I'm the eldest son--"

He broke off suddenly; for at those fatal words, Colonel Kelmscott's
face, fiery red till then, grew instantly blanched and white with
terror. "Oh, what have I done?" the unhappy man cried, seeing his
son's eyes read some glimpse of the truth too clearly in his look.
"Oh, what have I said? Forget it, Granny, forget it! I didn't mean
to go so far as I did in my anger. I was a fool--a fool! I gave
way too much. For Heaven's sake, my boy, forget it, forget it!"

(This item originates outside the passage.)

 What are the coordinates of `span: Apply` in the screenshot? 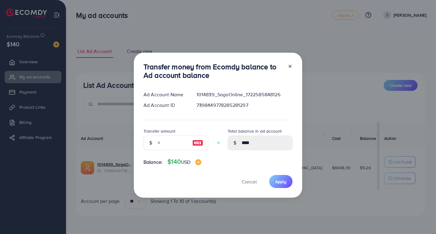 It's located at (280, 182).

The young man looked across at him with a dazed and puzzled look,
yet very full of meaning. "I shall never forget it," he said slowly.
"I shall learn what it means. I don't know how things stand; but I
see you meant it. Do as you like about the entail. It's no business
of mine. Take your pound of flesh, your twelve thousand down,
and pay your hush-money! I don't know whom you bribe, and I have
nothing to say to it. I never dragged the honour of the Kelmscotts
in the dust. I won't drag it now. I wash my hands clean from it. I
ask no questions. I demand no explanations. I only say this. Until
I know what you mean--know whether I'm lawful heir to Tilgate Park
or not, I won't marry the girl I meant to marry. I have too much
regard for her, and for the honour of our house, to take her on
what may prove to be false expectations. Break the entail, I say!
Raise your twelve thousand. Pay off your bloodhounds. But never
expect me to touch a penny of your money, henceforth and for ever,
till I know whether it was yours and mine at all to deal with."

Colonel Kelmscott bent down his proud head meekly. "As you will,
Granville," he answered, quite broken with remorse, and silenced
by shame. "My boy, my boy, I only wanted to save you!"